A: . . . but themselves are not givers. That worries me. In Los Angeles, I’d like you to name me one actor, other than Paul Newman--who’s not in Los Angeles--one other actor or actress whose entire holdings have gone to philanthropy. You cannot find many. [Steven] Spielberg is a giver. . . . But actors.

California has not set the norm yet. Silicon Valley has not done it yet, though some of the major founders of Silicon Valley have--Hewlett and Packard.

Q: Yet, there is a social stigma to being seen as selfish.

A: Yes. Look at how they criticized Vice President [Al] Gore for [how little] he’d given. Now, when you run for public office, they like to see the charity. You cannot run and say, “I have never given.” It will end your career.

Advertisement

I have seen people who do not want to be parting with their money, but the pressure allowed them.

Q: You won’t preclude higher motives?

A: America is the place of perpetual hope and accomplishment. Everybody wants the right to be a good ancestor. Wealth represents power, longevity, immortality. One of the things I always said at the library was that cemeteries do not provide immortality. Neither do buildings. Only libraries and museums. They’re the only living institutions that represent the DNA of our civilization.

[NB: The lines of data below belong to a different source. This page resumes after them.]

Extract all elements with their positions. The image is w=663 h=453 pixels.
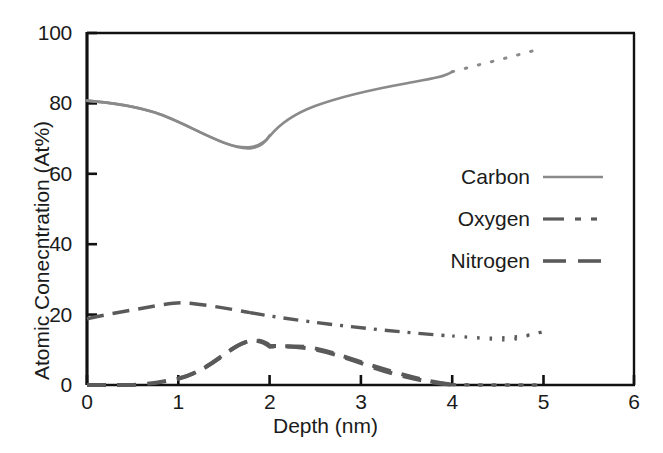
legend-swatch-oxygen-dash-dot xyxy=(542,213,604,225)
oxygen-line-dotted-tail xyxy=(452,332,543,341)
x-tick-label-2: 2 xyxy=(264,390,275,414)
legend-label-carbon: Carbon xyxy=(426,165,542,189)
legend-swatch-carbon-solid xyxy=(542,171,604,183)
legend-entry-oxygen: Oxygen xyxy=(426,207,604,231)
nitrogen-line-solid-seg xyxy=(178,340,452,384)
oxygen-line-dashed xyxy=(87,303,250,319)
x-axis-title: Depth (nm) xyxy=(0,414,663,438)
legend-entry-nitrogen: Nitrogen xyxy=(426,249,604,273)
legend-label-nitrogen: Nitrogen xyxy=(426,249,542,273)
series-carbon xyxy=(87,48,544,149)
carbon-line-solid xyxy=(87,101,270,149)
x-tick-label-3: 3 xyxy=(355,390,366,414)
series-oxygen xyxy=(87,303,544,341)
x-axis-ticks xyxy=(87,375,634,385)
x-tick-label-4: 4 xyxy=(446,390,457,414)
carbon-line-solid-b xyxy=(87,72,452,148)
x-axis-title-text: Depth (nm) xyxy=(273,414,378,438)
legend-label-oxygen: Oxygen xyxy=(426,207,542,231)
x-tick-label-0: 0 xyxy=(81,390,92,414)
carbon-line-dotted-tail xyxy=(452,48,543,72)
oxygen-line-dash-dot xyxy=(250,313,452,336)
x-tick-label-5: 5 xyxy=(538,390,549,414)
x-tick-label-1: 1 xyxy=(173,390,184,414)
x-tick-label-6: 6 xyxy=(628,390,639,414)
y-tick-label-80: 80 xyxy=(10,91,72,115)
y-axis-title: Atomic Conecntration (At%) xyxy=(30,121,54,380)
series-nitrogen xyxy=(87,340,544,385)
y-tick-label-100: 100 xyxy=(10,21,72,45)
legend-entry-carbon: Carbon xyxy=(426,165,604,189)
legend-swatch-nitrogen-dashed xyxy=(542,255,604,267)
chart-figure: 100 80 60 40 20 0 0 1 2 3 4 5 6 Depth (n… xyxy=(0,0,663,453)
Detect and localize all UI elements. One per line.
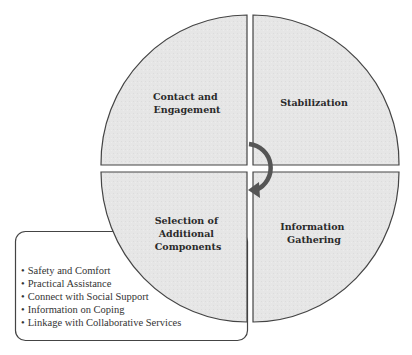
quadrant-information-gathering (253, 172, 399, 322)
list-item: •Connect with Social Support (21, 291, 149, 302)
list-item: •Practical Assistance (21, 278, 112, 289)
quadrant-stabilization (253, 15, 399, 165)
label-stabilization: Stabilization (280, 97, 348, 108)
list-item: •Linkage with Collaborative Services (21, 317, 181, 328)
list-item: •Safety and Comfort (21, 265, 111, 276)
diagram-canvas: Contact and Engagement Stabilization Inf… (0, 0, 412, 355)
label-selection-of-additional-components: Selection of Additional Components (155, 215, 222, 252)
quadrant-contact-and-engagement (101, 15, 247, 165)
list-item: •Information on Coping (21, 304, 125, 315)
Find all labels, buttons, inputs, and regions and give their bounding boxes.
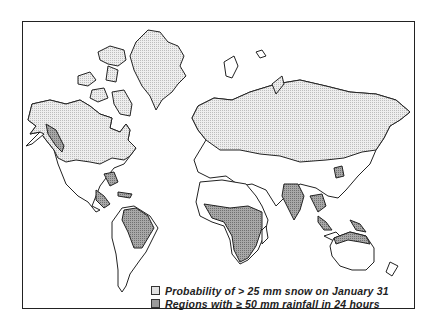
snow-swatch bbox=[151, 286, 160, 295]
arctic-islands bbox=[98, 46, 126, 66]
legend-item-snow: Probability of > 25 mm snow on January 3… bbox=[151, 284, 389, 297]
legend-label-rain: Regions with ≥ 50 mm rainfall in 24 hour… bbox=[165, 298, 380, 310]
legend-label-snow: Probability of > 25 mm snow on January 3… bbox=[165, 285, 389, 297]
legend: Probability of > 25 mm snow on January 3… bbox=[151, 284, 389, 310]
legend-item-rain: Regions with ≥ 50 mm rainfall in 24 hour… bbox=[151, 297, 389, 310]
world-map bbox=[0, 0, 436, 329]
rain-swatch bbox=[151, 299, 160, 308]
greenland bbox=[130, 30, 186, 110]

I did not mention universities. Because at the time I was not a university president.*

“There are many people in Silicon Valley who can future Carnegies, Rockefellers and so forth. What are they going to spend it on?”

“We’ve come to believe that public money is not real money. . .The public unconsciously sees all the solutions in the private sector.”

“I don’t care about the motives. Because, frankly, if you’re helping a hungry person to eat, that person doesn’t care about your motives.”